From Timothy Pickering

Philadelphia Feby. 20. 1799

Dear Sir,

Since I wrote you on the 9th (which you acknowledge in a short letter,1 promising further communications) Dr. Stevens has been appointed Consul General of St. Domingo,2 and will probably embark before the close of next week. If you have written further to me in answer to my letter of the 9th the letter has miscarried, for I have recd. nothing. I must frame Dr. Stevens’s instructions in a few days,3 and wish to furnish him with your ideas on the points I stated.4 This cannot be done officially—but he will know how to use it.

I am very respectfully   & sincerely yours

T Pickering

Genl Hamilton

ALS, Hamilton Papers, Library of Congress.

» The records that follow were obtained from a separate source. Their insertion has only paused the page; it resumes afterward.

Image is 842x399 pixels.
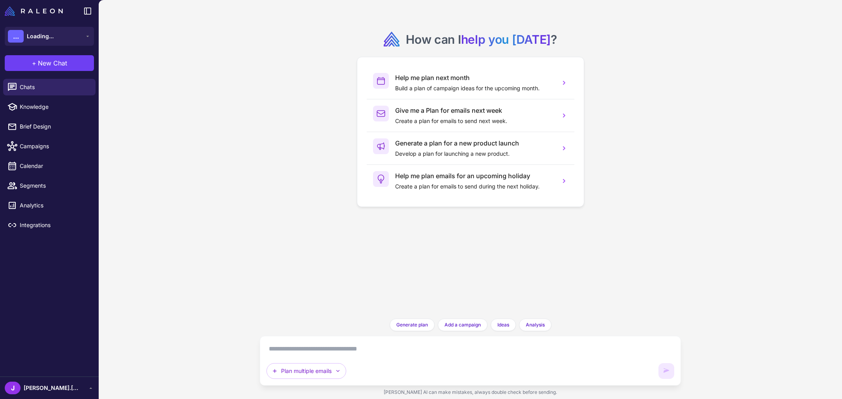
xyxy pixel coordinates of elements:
span: Campaigns [20,142,89,151]
span: [PERSON_NAME].[PERSON_NAME] [24,384,79,393]
span: Analysis [526,322,545,329]
span: Add a campaign [444,322,481,329]
button: Add a campaign [438,319,487,331]
div: J [5,382,21,395]
h3: Help me plan next month [395,73,554,82]
a: Analytics [3,197,95,214]
span: help you [DATE] [461,32,551,47]
a: Calendar [3,158,95,174]
button: ...Loading... [5,27,94,46]
span: New Chat [38,58,67,68]
a: Chats [3,79,95,95]
div: ... [8,30,24,43]
span: Analytics [20,201,89,210]
span: Integrations [20,221,89,230]
span: Knowledge [20,103,89,111]
button: Plan multiple emails [266,363,346,379]
h3: Help me plan emails for an upcoming holiday [395,171,554,181]
span: Generate plan [396,322,428,329]
img: Raleon Logo [5,6,63,16]
button: Ideas [490,319,516,331]
div: [PERSON_NAME] AI can make mistakes, always double check before sending. [260,386,681,399]
button: Analysis [519,319,551,331]
a: Raleon Logo [5,6,66,16]
span: Segments [20,182,89,190]
a: Segments [3,178,95,194]
span: Brief Design [20,122,89,131]
p: Build a plan of campaign ideas for the upcoming month. [395,84,554,93]
a: Integrations [3,217,95,234]
p: Create a plan for emails to send next week. [395,117,554,125]
p: Create a plan for emails to send during the next holiday. [395,182,554,191]
h3: Generate a plan for a new product launch [395,138,554,148]
button: Generate plan [389,319,434,331]
p: Develop a plan for launching a new product. [395,150,554,158]
span: + [32,58,36,68]
span: Ideas [497,322,509,329]
a: Campaigns [3,138,95,155]
span: Loading... [27,32,54,41]
button: +New Chat [5,55,94,71]
span: Chats [20,83,89,92]
span: Calendar [20,162,89,170]
h3: Give me a Plan for emails next week [395,106,554,115]
a: Brief Design [3,118,95,135]
a: Knowledge [3,99,95,115]
h2: How can I ? [406,32,557,47]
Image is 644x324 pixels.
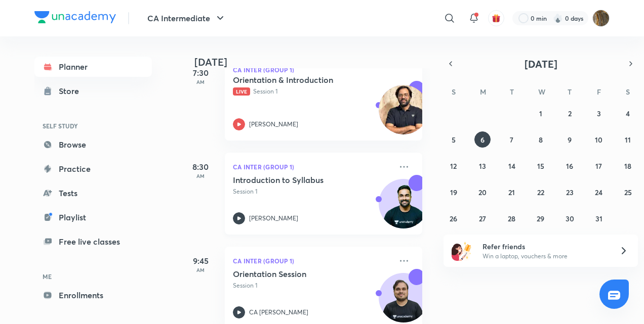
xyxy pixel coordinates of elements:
[488,10,504,26] button: avatar
[452,241,471,260] img: referral
[624,135,631,145] abbr: October 11, 2025
[450,213,457,223] abbr: October 26, 2025
[233,281,392,290] p: Session 1
[480,87,486,97] abbr: Monday
[450,162,457,171] abbr: October 12, 2025
[34,285,152,305] a: Enrollments
[568,87,571,97] abbr: Thursday
[445,184,462,201] button: October 19, 2025
[591,210,607,226] button: October 31, 2025
[180,79,221,85] p: AM
[539,135,543,145] abbr: October 8, 2025
[180,173,221,179] p: AM
[539,109,542,118] abbr: October 1, 2025
[34,81,152,101] a: Store
[233,87,250,96] span: Live
[532,105,549,121] button: October 1, 2025
[445,131,462,148] button: October 5, 2025
[566,213,574,223] abbr: October 30, 2025
[532,158,549,174] button: October 15, 2025
[249,119,298,129] p: [PERSON_NAME]
[474,158,490,174] button: October 13, 2025
[532,210,549,226] button: October 29, 2025
[562,158,577,174] button: October 16, 2025
[591,105,607,121] button: October 3, 2025
[479,162,486,171] abbr: October 13, 2025
[595,135,603,145] abbr: October 10, 2025
[591,158,607,174] button: October 17, 2025
[568,109,571,118] abbr: October 2, 2025
[458,57,623,70] button: [DATE]
[233,87,392,96] p: Session 1
[474,184,490,201] button: October 20, 2025
[619,105,636,121] button: October 4, 2025
[568,135,571,145] abbr: October 9, 2025
[619,131,636,148] button: October 11, 2025
[510,87,514,97] abbr: Tuesday
[233,187,392,196] p: Session 1
[625,87,629,97] abbr: Saturday
[452,135,456,145] abbr: October 5, 2025
[34,11,116,23] img: Company Logo
[474,210,490,226] button: October 27, 2025
[34,11,116,25] a: Company Logo
[510,135,514,145] abbr: October 7, 2025
[619,184,636,201] button: October 25, 2025
[625,109,629,118] abbr: October 4, 2025
[592,10,610,26] img: Mayank Kumawat
[482,241,607,252] h6: Refer friends
[479,213,486,223] abbr: October 27, 2025
[34,134,152,155] a: Browse
[536,213,544,223] abbr: October 29, 2025
[180,255,221,267] h5: 9:45
[59,85,85,97] div: Store
[233,161,392,173] p: CA Inter (Group 1)
[450,188,457,197] abbr: October 19, 2025
[591,184,607,201] button: October 24, 2025
[597,87,601,97] abbr: Friday
[562,131,577,148] button: October 9, 2025
[509,162,516,171] abbr: October 14, 2025
[180,67,221,79] h5: 7:30
[34,117,152,134] h6: SELF STUDY
[491,14,501,23] img: avatar
[34,232,152,252] a: Free live classes
[233,255,392,267] p: CA Inter (Group 1)
[624,162,631,171] abbr: October 18, 2025
[562,184,577,201] button: October 23, 2025
[452,87,456,97] abbr: Sunday
[595,162,602,171] abbr: October 17, 2025
[233,269,359,279] h5: Orientation Session
[619,158,636,174] button: October 18, 2025
[504,158,520,174] button: October 14, 2025
[445,210,462,226] button: October 26, 2025
[482,252,607,260] p: Win a laptop, vouchers & more
[509,188,515,197] abbr: October 21, 2025
[524,57,558,70] span: [DATE]
[538,87,545,97] abbr: Wednesday
[595,188,603,197] abbr: October 24, 2025
[445,158,462,174] button: October 12, 2025
[504,210,520,226] button: October 28, 2025
[180,267,221,273] p: AM
[34,208,152,227] a: Playlist
[474,131,490,148] button: October 6, 2025
[194,56,432,69] h4: [DATE]
[379,185,427,233] img: Avatar
[141,8,232,28] button: CA Intermediate
[504,184,520,201] button: October 21, 2025
[532,131,549,148] button: October 8, 2025
[233,74,359,85] h5: Orientation & Introduction
[480,135,484,145] abbr: October 6, 2025
[591,131,607,148] button: October 10, 2025
[562,105,577,121] button: October 2, 2025
[233,67,414,72] p: CA Inter (Group 1)
[537,188,544,197] abbr: October 22, 2025
[532,184,549,201] button: October 22, 2025
[562,210,577,226] button: October 30, 2025
[566,188,573,197] abbr: October 23, 2025
[624,188,632,197] abbr: October 25, 2025
[34,183,152,204] a: Tests
[34,57,152,77] a: Planner
[233,175,359,185] h5: Introduction to Syllabus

2Edward Stevens was one of H’s oldest and closest friends. The two men had known each other as young boys (H to Stevens, November 11, 1796). Stevens subsequently practiced medicine in Philadelphia, where he was H’s and Elizabeth Hamilton’s doctor when they had yellow fever (H to the College of Physicians, September 11, 1793). On February 16, 1799, John Adams nominated Stevens “to be Consul General of the United States, in the island of St. Domingo,” and the Senate approved the nomination on February 21, 1799 (Executive Journal, I description begins Journal of the Executive Proceedings of the Senate (Washington, 1828), I. description ends , 312, 316).

3Pickering’s instructions to Stevens are dated April 22, 1799 (copy, enclosed in Pickering to Adams, April 23, 1799 [ALS, Adams Family Papers, deposited in the Massachusetts Historical Society, Boston]).